Sep 11, 2010 07:32 GMT  ·  By

Many users were blocked from accessing the BBC Radio 3 website earlier this week due to a Google warning about its pages being infected with malware.

The site was blacklisted by the Google Safe Browsing service because "4 page(s) resulted in malicious software being downloaded and installed without user consent."

This blacklisting service is used by the Firefox and Chrome browsers for checking URLs, as well as Google's own Web search engine.

"The last time Google visited this site was on 2010-09-09, and the last time suspicious content was found on this site was on 2010-09-09," the company informs via its diagnostic page.

BBC Radio 3, who's broadcasting focuses on classical music, opera, jazz, drama and art, seems to have been the victim of a mass injection attack, since the same infection has affected at least 654 other websites as well.

According to The Register several antivirus experts confirmed that the site was clean as of Thursday, but the warning lingered on until Google's anti-malware bots rescanned it.

The incident couldn't have came at a worse time for Radio 3, with the Last Night of the Proms, an important classical music event, coming up.

Legit compromised websites rank at the top of attack vectors used by cybercriminals today. And in the context of attacks that adopt a hit-and-run-like approach, protection methods that rely on blacklisting have repeatedly proved inefficient.

We don't know when the BBC Radio 3 website was initially infected, but from past experience, we can assume that there was a significant window of exposure until Google detected it.

And even if there wasn't, a lot of people accessing the address directly, like Internet Explorer users, don't receive Google Safe Browsing warnings.

Therefore, if you accessed the BBC Radio 3 website recently it's highly recommended that you scan your computer with a capable and up-to-date antivirus program.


▶ **What to do**
Below are some records; output all of them exactly as they read.

=-=-=

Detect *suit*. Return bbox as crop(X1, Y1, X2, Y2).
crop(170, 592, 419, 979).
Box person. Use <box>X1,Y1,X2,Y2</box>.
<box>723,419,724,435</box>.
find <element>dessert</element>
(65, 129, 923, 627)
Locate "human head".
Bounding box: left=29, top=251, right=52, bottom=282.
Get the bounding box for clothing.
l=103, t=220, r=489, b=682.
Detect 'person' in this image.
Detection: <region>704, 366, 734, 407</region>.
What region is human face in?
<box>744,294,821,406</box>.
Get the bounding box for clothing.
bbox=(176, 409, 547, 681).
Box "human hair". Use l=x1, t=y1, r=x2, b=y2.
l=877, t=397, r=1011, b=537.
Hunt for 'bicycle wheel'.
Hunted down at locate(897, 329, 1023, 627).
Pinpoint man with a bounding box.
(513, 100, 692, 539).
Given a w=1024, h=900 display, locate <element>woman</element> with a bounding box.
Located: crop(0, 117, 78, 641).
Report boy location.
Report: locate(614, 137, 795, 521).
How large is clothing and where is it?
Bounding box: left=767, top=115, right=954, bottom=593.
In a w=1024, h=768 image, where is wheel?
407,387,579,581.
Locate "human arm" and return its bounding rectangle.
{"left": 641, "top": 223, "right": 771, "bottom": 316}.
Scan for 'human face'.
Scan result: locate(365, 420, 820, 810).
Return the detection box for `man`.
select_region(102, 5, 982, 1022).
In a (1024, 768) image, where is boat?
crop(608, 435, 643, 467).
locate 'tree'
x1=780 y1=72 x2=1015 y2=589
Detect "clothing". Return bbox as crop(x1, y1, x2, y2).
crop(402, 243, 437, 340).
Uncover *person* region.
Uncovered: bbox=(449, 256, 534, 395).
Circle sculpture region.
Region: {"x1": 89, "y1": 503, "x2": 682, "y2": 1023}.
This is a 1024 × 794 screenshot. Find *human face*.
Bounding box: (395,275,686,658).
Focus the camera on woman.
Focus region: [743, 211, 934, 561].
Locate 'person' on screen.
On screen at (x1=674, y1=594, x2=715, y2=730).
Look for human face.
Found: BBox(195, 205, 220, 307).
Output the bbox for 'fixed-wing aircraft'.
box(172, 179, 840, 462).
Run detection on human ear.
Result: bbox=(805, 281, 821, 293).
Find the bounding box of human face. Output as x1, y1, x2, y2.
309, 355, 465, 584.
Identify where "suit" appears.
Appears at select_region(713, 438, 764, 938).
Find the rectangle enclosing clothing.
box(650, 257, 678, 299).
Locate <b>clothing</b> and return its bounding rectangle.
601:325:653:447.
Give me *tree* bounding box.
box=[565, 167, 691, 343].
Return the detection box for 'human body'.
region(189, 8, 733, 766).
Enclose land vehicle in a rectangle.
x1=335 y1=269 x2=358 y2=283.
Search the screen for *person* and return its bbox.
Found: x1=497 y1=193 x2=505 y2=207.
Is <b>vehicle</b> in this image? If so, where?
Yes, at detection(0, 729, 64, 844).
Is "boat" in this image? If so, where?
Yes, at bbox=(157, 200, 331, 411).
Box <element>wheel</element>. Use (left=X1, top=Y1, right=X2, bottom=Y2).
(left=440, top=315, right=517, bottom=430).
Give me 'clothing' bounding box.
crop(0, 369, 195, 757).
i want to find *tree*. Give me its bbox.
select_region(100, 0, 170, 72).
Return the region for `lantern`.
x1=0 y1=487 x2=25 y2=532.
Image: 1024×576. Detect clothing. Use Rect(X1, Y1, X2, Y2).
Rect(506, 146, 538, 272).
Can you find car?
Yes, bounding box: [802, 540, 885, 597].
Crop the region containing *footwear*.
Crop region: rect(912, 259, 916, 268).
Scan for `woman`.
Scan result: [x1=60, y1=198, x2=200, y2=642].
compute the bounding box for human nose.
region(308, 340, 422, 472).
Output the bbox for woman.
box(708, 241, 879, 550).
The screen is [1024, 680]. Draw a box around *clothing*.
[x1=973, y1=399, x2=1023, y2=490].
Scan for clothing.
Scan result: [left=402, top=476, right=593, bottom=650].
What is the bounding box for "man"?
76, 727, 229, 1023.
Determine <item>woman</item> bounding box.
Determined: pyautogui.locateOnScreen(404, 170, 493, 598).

=-=-=

▶ **Response**
Detect *suit*. Return bbox as crop(X1, Y1, X2, Y2).
crop(170, 592, 419, 979).
Box person. Use <box>X1,Y1,X2,Y2</box>.
<box>723,419,724,435</box>.
find <element>dessert</element>
(65, 129, 923, 627)
Locate "human head".
Bounding box: left=29, top=251, right=52, bottom=282.
Get the bounding box for clothing.
l=103, t=220, r=489, b=682.
Detect 'person' in this image.
Detection: <region>704, 366, 734, 407</region>.
What region is human face in?
<box>744,294,821,406</box>.
Get the bounding box for clothing.
bbox=(176, 409, 547, 681).
Box "human hair". Use l=x1, t=y1, r=x2, b=y2.
l=877, t=397, r=1011, b=537.
Hunt for 'bicycle wheel'.
Hunted down at locate(897, 329, 1023, 627).
Pinpoint man with a bounding box.
(513, 100, 692, 539).
Given a w=1024, h=900 display, locate <element>woman</element> with a bounding box.
Located: crop(0, 117, 78, 641).
Report boy location.
Report: locate(614, 137, 795, 521).
How large is clothing and where is it?
Bounding box: left=767, top=115, right=954, bottom=593.
In a w=1024, h=768 image, where is wheel?
407,387,579,581.
Locate "human arm" and return its bounding rectangle.
{"left": 641, "top": 223, "right": 771, "bottom": 316}.
Scan for 'human face'.
Scan result: locate(365, 420, 820, 810).
Return the detection box for `man`.
select_region(102, 5, 982, 1022).
In a (1024, 768) image, where is boat?
crop(608, 435, 643, 467).
locate 'tree'
x1=780 y1=72 x2=1015 y2=589
Detect "clothing". Return bbox as crop(x1, y1, x2, y2).
crop(402, 243, 437, 340).
Uncover *person* region.
Uncovered: bbox=(449, 256, 534, 395).
Circle sculpture region.
Region: {"x1": 89, "y1": 503, "x2": 682, "y2": 1023}.
This is a 1024 × 794 screenshot. Find *human face*.
Bounding box: (395,275,686,658).
Focus the camera on woman.
Focus region: [743, 211, 934, 561].
Locate 'person' on screen.
On screen at (x1=674, y1=594, x2=715, y2=730).
Look for human face.
Found: BBox(195, 205, 220, 307).
Output the bbox for 'fixed-wing aircraft'.
box(172, 179, 840, 462).
Run detection on human ear.
Result: bbox=(805, 281, 821, 293).
Find the bounding box of human face. Output as x1, y1, x2, y2.
309, 355, 465, 584.
Identify where "suit" appears.
Appears at select_region(713, 438, 764, 938).
Find the rectangle enclosing clothing.
box(650, 257, 678, 299).
Locate <b>clothing</b> and return its bounding rectangle.
601:325:653:447.
Give me *tree* bounding box.
box=[565, 167, 691, 343].
Return the detection box for 'human body'.
region(189, 8, 733, 766).
Enclose land vehicle in a rectangle.
x1=335 y1=269 x2=358 y2=283.
Search the screen for *person* and return its bbox.
Found: x1=497 y1=193 x2=505 y2=207.
Is <b>vehicle</b> in this image? If so, where?
Yes, at detection(0, 729, 64, 844).
Is "boat" in this image? If so, where?
Yes, at bbox=(157, 200, 331, 411).
Box <element>wheel</element>. Use (left=X1, top=Y1, right=X2, bottom=Y2).
(left=440, top=315, right=517, bottom=430).
Give me 'clothing' bounding box.
crop(0, 369, 195, 757).
i want to find *tree*. Give me its bbox.
select_region(100, 0, 170, 72).
Return the region for `lantern`.
x1=0 y1=487 x2=25 y2=532.
Image: 1024×576. Detect clothing. Use Rect(X1, Y1, X2, Y2).
Rect(506, 146, 538, 272).
Can you find car?
Yes, bounding box: [802, 540, 885, 597].
Crop the region containing *footwear*.
Crop region: rect(912, 259, 916, 268).
Scan for `woman`.
Scan result: [x1=60, y1=198, x2=200, y2=642].
compute the bounding box for human nose.
region(308, 340, 422, 472).
Output the bbox for woman.
box(708, 241, 879, 550).
The screen is [1024, 680]. Draw a box around *clothing*.
[x1=973, y1=399, x2=1023, y2=490].
Scan for clothing.
Scan result: [left=402, top=476, right=593, bottom=650].
What is the bounding box for "man"?
76, 727, 229, 1023.
Determine <item>woman</item> bounding box.
Determined: pyautogui.locateOnScreen(404, 170, 493, 598).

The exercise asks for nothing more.